A Quote by Gangaji

Safety is knowing that when this particular life form is finished, what it has served remains. — © Gangaji
Safety is knowing that when this particular life form is finished, what it has served remains.
But you didn't need me, did you? You'd already got yourself to safety." "Sometimes, I sleep better knowing you . . . and Niall . . ." She faltered. "Love you from a safe distance," he finished. "Yes.
There is a case, and a strong case, for that particular form of indolence that allows us to move through life knowing only what immediately concerns us.
By seeing life's experiences on through to the end, on our small scale we can finally say, as Jesus did on the cross, "It is finished". We too can then have "finished [our] preparations," having done the particular work God gave each of us to do.
Meditation is not something you do in the morning and you are finished with it, meditation is something that you have to go on living every moment of your life. Walking, sleeping, sitting, talking, listening - it has to become a kind of climate. A relaxed person remains in it. A person who goes on dropping the past remains meditative.
When a man's life is over, it remains true that he was one sort of man and not another. A man who understands himself under the form of eternity knows the quality that eternally belongs to him, and knows that he cannot wholly die, even if he would, for when the movement of his life is over, the truth of his life remains.
Calvinism is an all-embracing system of principles... It is rooted in a form of religion which was peculiarly its own, and form that specific religious consciousness there was developed first a particular theology, then a special church-order, and then a given form for political and social life.
The subject of the poem usually dictates the rhythm or the rhyme and its form. Sometimes, when you finish the poem and you think the poem is finished, the poem says, "You're not finished with me yet," and you have to go back and revise, and you may have another poem altogether. It has its own life to live.
Knowing is not thinking. Knowing begins when thinking ceases, having finished its work. Every new knowing is a joy, for it is a new experience of unity.
Self-respect cannot be hunted. It cannot be purchased. It is never for sale. It cannot be fabricated out of public relations. It comes to us when we are alone, in quiet moments, in quiet places, when we suddenly realize that, knowing the good, we have done it; knowing the beautiful, we have served it; knowing the truth we have spoken it
Confidence, knowing for certain that the person making the call has your safety foremost in their mind. And knowing that the job you are about to take on is the right thing to do, that it makes sense.

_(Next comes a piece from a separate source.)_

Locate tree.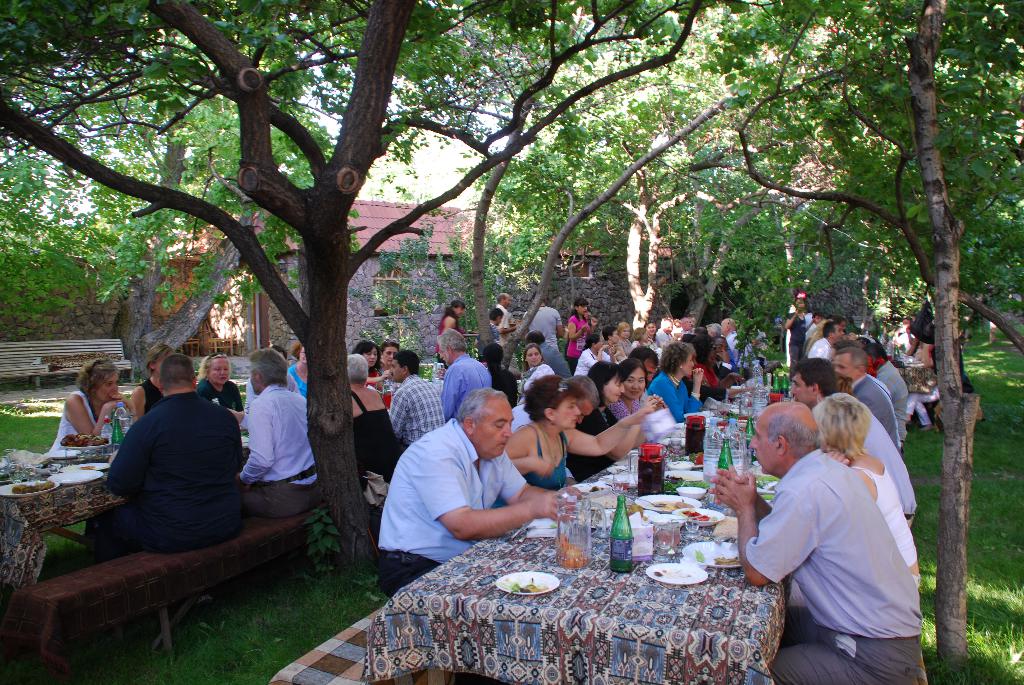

There are constraints on what counts as "Reformed." It's more than a name or a label. It's about belonging to a particular theological stream or tradition, which is shaped in important respects by particular thinkers and their work, particular arguments and ideas, a particular community (especially, particular church communities, denominations, and so on), particular liturgies or ways of worshipping and living out the Christian life, and particular confessions that inform the practices of these communities.
I consider my painting finished when my eyes goes to a particular spot on the canvas. But if I put the picture away about thirty feet on the wall and the movements keep returning to me and the eye seems to be responding to something living, then it is finished.

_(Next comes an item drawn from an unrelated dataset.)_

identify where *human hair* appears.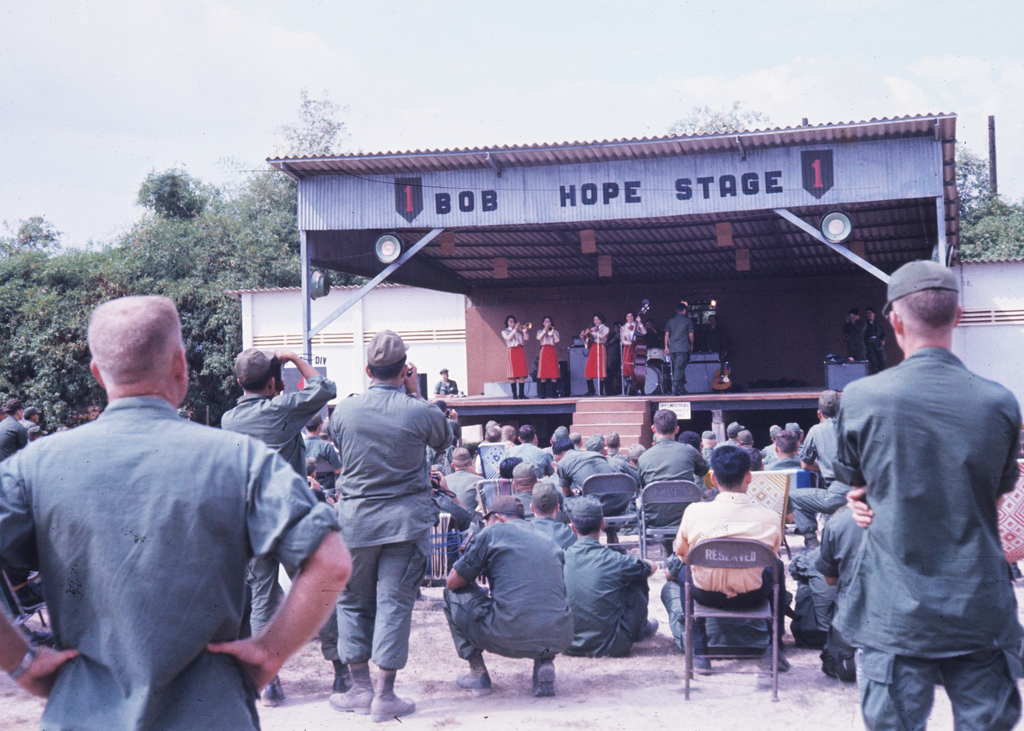
Appears at [238, 374, 269, 393].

I feel that adolescence has served its purpose when a person arrives at adulthood with a strong sense of self-esteem, the ability to relate intimately, to communicate congruently, to take responsibility, and to take risks. The end of adolescence is the beginning of adulthood. What hasn't been finished then will have to be finished later.

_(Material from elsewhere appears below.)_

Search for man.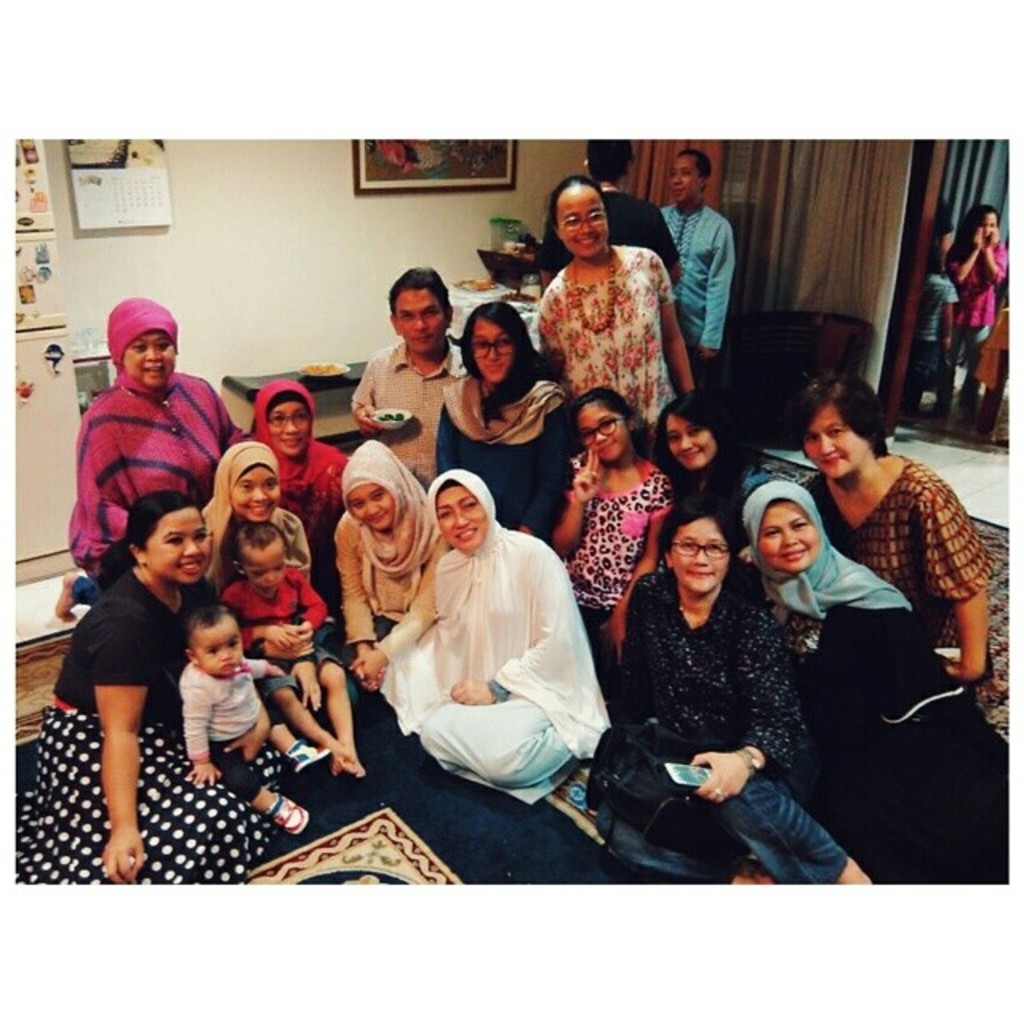
Found at {"left": 539, "top": 139, "right": 683, "bottom": 293}.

As a Marine officer in combat, I was responsible for the lives and safety of all the Marines who served with me.
No form remains permanently in a substance; a constant change takes place, one form is taken off and another is put on.
Human beings have a drive for security and safety, which is often what fuels the spiritual search. This very drive for security and safety is what causes so much misery and confusion. Freedom is a state of complete and absolute insecurity and not knowing. So, in seeking security and safety, you actually distance yourself from the freedom you want. There is no security in freedom, at least not in the sense that we normally think of security. This is, of course, why it is so free: there's nothing there to grab hold of.